Summary Findings and Conclusions

The preceding analysis of fiscal factors in the financing of public libraries supports the following general conclusions.

1. State and local expenditure for public libraries is extremely small relative to spending for other domestic services and has been growing more slowly than the state-local sector generally.

2. Until its recent curtailment the Federal Library Services and Construction Act (LSCA) has been financing about 7 percent of statelocal library expenditure for public libraries.

3. Notwithstanding a new Federal initiative under the so-called Library Partnership Act, there may be little likelihood that substantial Federal library aid will be forthcoming in the foreseeable future. Pressure should be maintained, however, to ensure that the Federal government retains responsibility for a fiscal role designed to further stimulate the states to increase their support for expanded local public library services.
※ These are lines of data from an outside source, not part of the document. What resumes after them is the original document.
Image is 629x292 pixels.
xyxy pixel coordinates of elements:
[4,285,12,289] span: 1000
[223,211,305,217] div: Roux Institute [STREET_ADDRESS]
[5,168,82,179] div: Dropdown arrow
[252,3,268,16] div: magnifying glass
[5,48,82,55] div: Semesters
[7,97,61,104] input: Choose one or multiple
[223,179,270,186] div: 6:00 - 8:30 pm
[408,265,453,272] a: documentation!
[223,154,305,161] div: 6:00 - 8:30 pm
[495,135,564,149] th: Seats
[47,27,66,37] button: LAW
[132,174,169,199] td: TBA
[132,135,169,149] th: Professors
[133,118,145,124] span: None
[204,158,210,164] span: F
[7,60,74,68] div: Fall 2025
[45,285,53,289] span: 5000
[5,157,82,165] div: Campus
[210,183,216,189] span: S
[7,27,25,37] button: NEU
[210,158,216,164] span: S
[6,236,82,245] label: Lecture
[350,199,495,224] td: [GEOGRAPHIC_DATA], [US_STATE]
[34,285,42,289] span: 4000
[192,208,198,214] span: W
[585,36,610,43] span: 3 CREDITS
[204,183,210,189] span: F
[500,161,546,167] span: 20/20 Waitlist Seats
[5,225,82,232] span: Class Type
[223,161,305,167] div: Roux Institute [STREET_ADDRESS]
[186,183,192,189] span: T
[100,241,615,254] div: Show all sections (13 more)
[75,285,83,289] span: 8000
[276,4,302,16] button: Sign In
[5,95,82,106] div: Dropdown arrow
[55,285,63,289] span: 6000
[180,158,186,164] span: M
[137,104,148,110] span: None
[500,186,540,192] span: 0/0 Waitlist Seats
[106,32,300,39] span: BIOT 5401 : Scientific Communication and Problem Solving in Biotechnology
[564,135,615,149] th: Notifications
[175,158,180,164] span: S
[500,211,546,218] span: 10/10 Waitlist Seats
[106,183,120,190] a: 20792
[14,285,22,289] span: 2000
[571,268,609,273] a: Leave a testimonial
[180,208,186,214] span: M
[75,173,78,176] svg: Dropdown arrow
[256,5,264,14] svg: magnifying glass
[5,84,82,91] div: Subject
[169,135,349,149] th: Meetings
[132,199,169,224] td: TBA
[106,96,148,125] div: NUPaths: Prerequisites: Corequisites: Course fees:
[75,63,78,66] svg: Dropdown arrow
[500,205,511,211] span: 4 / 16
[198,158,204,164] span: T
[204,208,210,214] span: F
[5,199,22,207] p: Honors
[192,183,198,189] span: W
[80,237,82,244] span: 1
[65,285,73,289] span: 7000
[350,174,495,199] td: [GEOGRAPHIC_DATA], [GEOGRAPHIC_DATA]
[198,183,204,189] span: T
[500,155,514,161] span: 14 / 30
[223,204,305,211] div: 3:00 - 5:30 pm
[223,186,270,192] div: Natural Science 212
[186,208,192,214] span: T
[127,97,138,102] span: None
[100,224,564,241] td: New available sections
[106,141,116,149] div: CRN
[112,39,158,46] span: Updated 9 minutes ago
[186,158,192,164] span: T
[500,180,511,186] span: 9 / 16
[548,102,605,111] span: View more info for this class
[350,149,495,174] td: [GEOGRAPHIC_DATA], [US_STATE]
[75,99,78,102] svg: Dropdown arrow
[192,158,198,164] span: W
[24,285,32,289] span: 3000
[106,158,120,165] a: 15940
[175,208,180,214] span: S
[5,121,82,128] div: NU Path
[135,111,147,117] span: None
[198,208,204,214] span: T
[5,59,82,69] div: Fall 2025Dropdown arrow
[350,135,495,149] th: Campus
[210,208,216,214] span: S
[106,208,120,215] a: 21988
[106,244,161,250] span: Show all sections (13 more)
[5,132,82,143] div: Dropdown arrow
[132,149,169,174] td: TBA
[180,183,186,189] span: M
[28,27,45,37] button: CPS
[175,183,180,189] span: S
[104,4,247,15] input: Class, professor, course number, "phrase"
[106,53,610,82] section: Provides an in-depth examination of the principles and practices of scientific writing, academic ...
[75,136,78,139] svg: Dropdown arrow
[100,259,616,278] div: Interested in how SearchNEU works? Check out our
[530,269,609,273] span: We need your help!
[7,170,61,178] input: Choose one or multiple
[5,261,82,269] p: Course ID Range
At the minimum, the Federal government should provide funds for research and demonstration grants for innovative projects, the expansion of the interlibrary cooperation program, and the expansion of data gathering and research functions. 4. LSCA has been instrumental in encouraging some growth in state government participation in library financing, but the level of fiscal response in most states is inadequate.

5. Library financing, then, falls almost entirely on the local level and therefore is subject to the exigencies of increasing local fiscal problems and financing disparities.

6. State governments have been moving toward a more productive and economy-sensitive revenue structure.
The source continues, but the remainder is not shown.